The event’s X account posted a video last summer purporting to show an enhanced male athlete who had broken Usain Bolt’s 100-meter world record and who would compete at the Games.

The voiceover in the video, which had to be reposted after the original version was taken down, quotes the sprinter as saying: “I need your help to come out. I need your help to stop hate.”

The fact that the athlete wouldn’t go public meant the video didn’t get much attention. If it had, many LGBTQ people would have seen instantly what was going on.

One user reacted as such to the original post, writing:

“Co-opting ‘coming out’ from the LGBTQ+ community, for whom it is a declaration of their identity as a member of a community that has been targeted for centuries for no reason other than not conforming, ESPECIALLY since doping is a choice and identity/sexuality isn’t, is gross.”

That well-executed takedown should have made D’Souza think again but he either didn’t see the post or chose to ignore it.

Earlier this month, he expanded on his vulgar analogy, telling Vice’s tech site Motherboard that being an enhanced athlete today is like being gay in the 1970s because it is “underground… and kind of fun”.

The comment makes the hard-fought progress won by the LGBTQ civil rights movement in the decade after the Stonewall riots sound like one long party, with no mention of the HIV/AIDS pandemic that brought the “fun” to a tragic halt for so many gay men.

A ‘dangerous’ Games

The Enhanced Games hasn’t received much scrutiny so far, but Magnussen’s sudden endorsement means that is now changing.

Former world champion swimmer Mark Foster, who knows all too well the struggle of coming out as gay, has told BBC Sport that the competition would soon “get very dangerous” if athletes chasing big financial rewards were prepared to take health risks.

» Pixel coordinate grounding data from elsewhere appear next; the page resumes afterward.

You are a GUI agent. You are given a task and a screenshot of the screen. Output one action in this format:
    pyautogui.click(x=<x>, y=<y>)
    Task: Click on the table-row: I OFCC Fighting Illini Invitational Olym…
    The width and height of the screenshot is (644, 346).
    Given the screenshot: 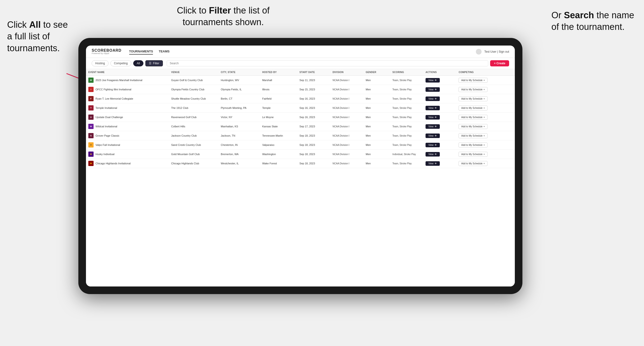 What is the action you would take?
    pyautogui.click(x=300, y=89)
    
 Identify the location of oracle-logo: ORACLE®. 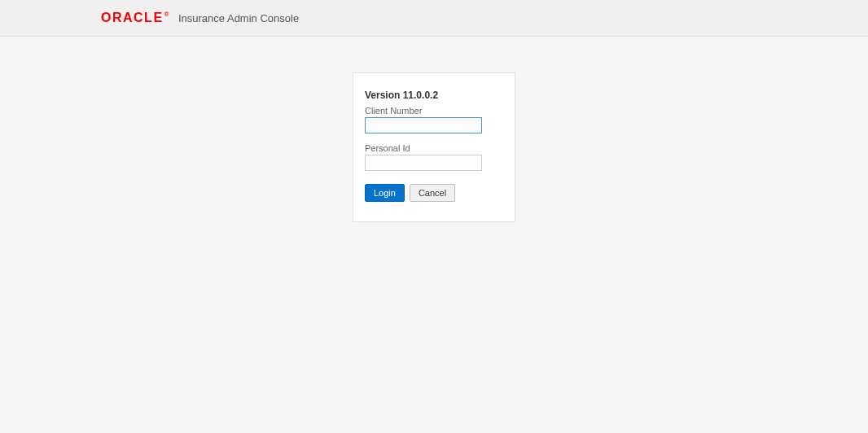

Meanwhile, the money is coming in. As reported by LGBTQ Nation, one of the funders who has just been announced is billionaire Peter Thiel, who was a co-founder of PayPal and who was outed as gay.

As for their new scheme, the Games website lays it all on thick, saying that “the Enhanced Movement believes in… elevating humanity” and calls it a “community of committed athletes”.

But by brazenly appropriating the language of the LGBTQ community, these wealthy financiers are disrespecting the memory of those who went before.